Sunday, “Best of” messages

February 28th, ‘10

All rights reserved © message by Kris Jackson

 

OPEN YOUR EYES

“Love not sleep, lest you come to poverty; open your eyes, and you will be satisfied with bread” (Proverbs 20:13)

 

Solomon’s truth nuggets, the Proverbs, are so simple yet so profound, profoundly simple, simply profound. Here he admonishes, “Open your eyes”. Or we might say, “wake up and smell the coffee”, “get a clue”, “Earth calling Mork”, “yoo-hoo, is there anybody home?” Sleep is not just a dream-stage. You can be at school, work, driving a car or engaged in any number of activities and still be sleepwalking or sleep-working. Open your eyes, promotion is calling. Turn up your hearing aid, opportunity is knocking. Jesus mentioned, “Having eyes to see, they see not”. There is such a things as adult attention deficit. Some cannot see the tree for the forest. Some focus on what they wish to see and tune out the periphery. As a result they won’t listen to advice and won’t solicit other people’s expertise.

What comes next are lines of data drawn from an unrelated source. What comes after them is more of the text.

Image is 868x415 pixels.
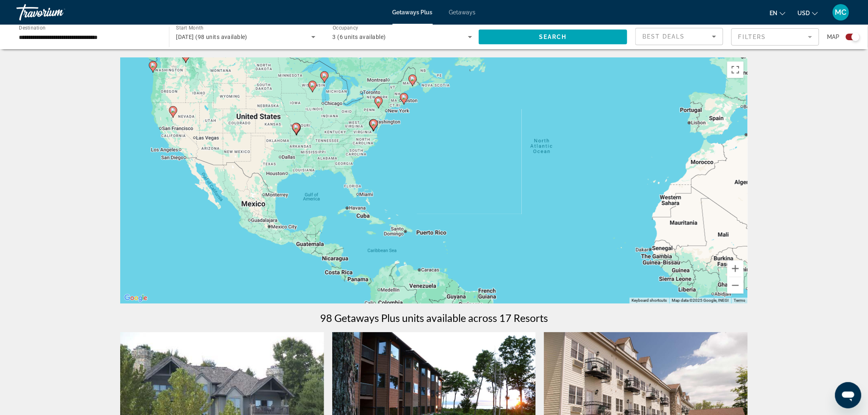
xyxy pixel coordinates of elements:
[320,312,548,324] h1: 98 Getaways Plus units available across 17 Resorts
[798,7,818,18] button: Change currency
[632,298,667,304] button: Keyboard shortcuts
[479,30,627,44] button: Search
[18,25,46,31] span: Destination
[727,261,743,277] button: Zoom in
[392,9,432,15] a: Getaways Plus
[176,26,203,31] span: Start Month
[333,34,386,40] span: 3 (6 units available)
[835,383,862,409] iframe: Button to launch messaging window
[122,293,149,304] a: Open this area in Google Maps (opens a new window)
[449,9,476,15] a: Getaways
[333,26,358,31] span: Occupancy
[727,277,743,294] button: Zoom out
[642,33,685,40] span: Best Deals
[727,62,743,78] button: Toggle fullscreen view
[734,298,745,303] a: Terms (opens in new tab)
[798,10,810,16] span: USD
[770,10,778,16] span: en
[731,28,819,46] button: Filter
[539,34,567,40] span: Search
[122,293,149,304] img: Google
[835,8,846,16] span: MC
[770,7,785,18] button: Change language
[827,31,840,43] span: Map
[672,298,729,303] span: Map data ©2025 Google, INEGI
[176,34,248,40] span: [DATE] (98 units available)
[16,2,98,23] a: Travorium
[642,31,716,42] mat-select: Sort by
[830,4,851,21] button: User Menu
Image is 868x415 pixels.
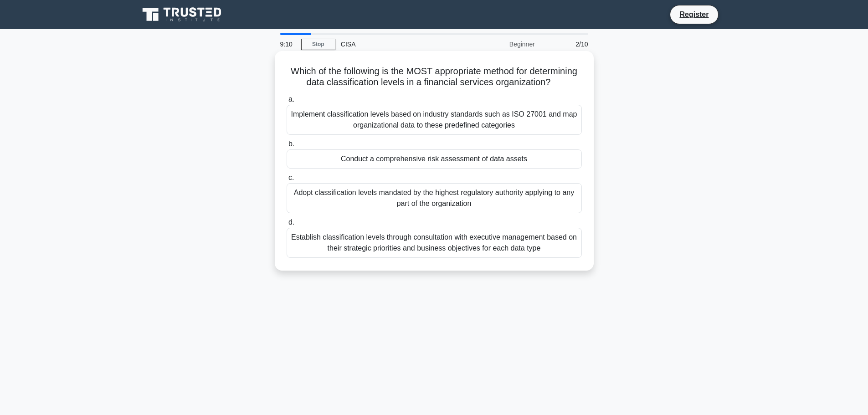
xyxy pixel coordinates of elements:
span: b. [288,140,295,147]
div: 2/10 [541,35,594,53]
div: Establish classification levels through consultation with executive management based on their str... [287,228,582,257]
span: c. [288,174,294,181]
div: 9:10 [275,35,301,53]
div: Implement classification levels based on industry standards such as ISO 27001 and map organizatio... [287,104,582,135]
div: Adopt classification levels mandated by the highest regulatory authority applying to any part of ... [287,183,582,213]
div: Beginner [461,35,541,53]
a: Register [674,9,714,20]
span: a. [288,95,295,103]
h5: Which of the following is the MOST appropriate method for determining data classification levels ... [286,66,583,88]
div: Conduct a comprehensive risk assessment of data assets [287,149,582,168]
div: CISA [336,35,461,53]
a: Stop [301,39,336,50]
span: d. [288,218,295,226]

Beware the land of unaware. Hebrews speaks of men who have “entertained angels unawares”. Many have missed the angels, the God-sends, bargains, super deals, business opportunities and advancement when they were standing right in their midst. They missed Jesus back when (John 1:11,26), we can miss him today as well. Open your eyes!

 

The text warns of poverty. That is one of my least favorite words, how about you? My faith requires no vow of poverty. It does however include health, wealth and the pursuit of happiness. The more successful preachers nowadays own ancillary companies with all kinds of investments and options. Why was Paul a tentmaker on the side? Well, obviously, because it paid bills. It was all right for Paul to trade in tents but not all right for Reverend Joe to get a realtor license? Open your eyes. Better yet, open your mind. Minds are like parachutes they only work properly when opened up.

 

Open your eyes and you will be “satisfied with bread”. Bread implies bare necessity. Some believe God only wants us to have the necessities of life, not the nice-ities, that He supplies all our needs but not our greeds. Personally, I disagree because heaven is paved with gold and God’s will is to be acted out “on earth as it is in heaven”. But laying that aside, the meager or the eager, either way, a person has to keep his eyes open to survive. Solomon is calling for visual acumen, an ability to translate vision into passion then action. Faith begins with the “substance of things hoped for” and ends with the “evidence of things not seen”. To open your eyes may mean perceiving things beyond the natural. By faith Moses saw “him who is invisible” (Heb 11:27). How do you make visible what is invisible? Certainly not by relying totally on what is logical. The function of the eyes is sight but the function of the heart is vision. So what Solomon is talking about is both optical and spiritual because the natural man cannot understand the things of the Spirit of God because they are foolishness to him. But the person who minds the Holy Spirit and walks in the wisdom of the Word views everything through a divine lens. That person opens his eyes and is satisfied.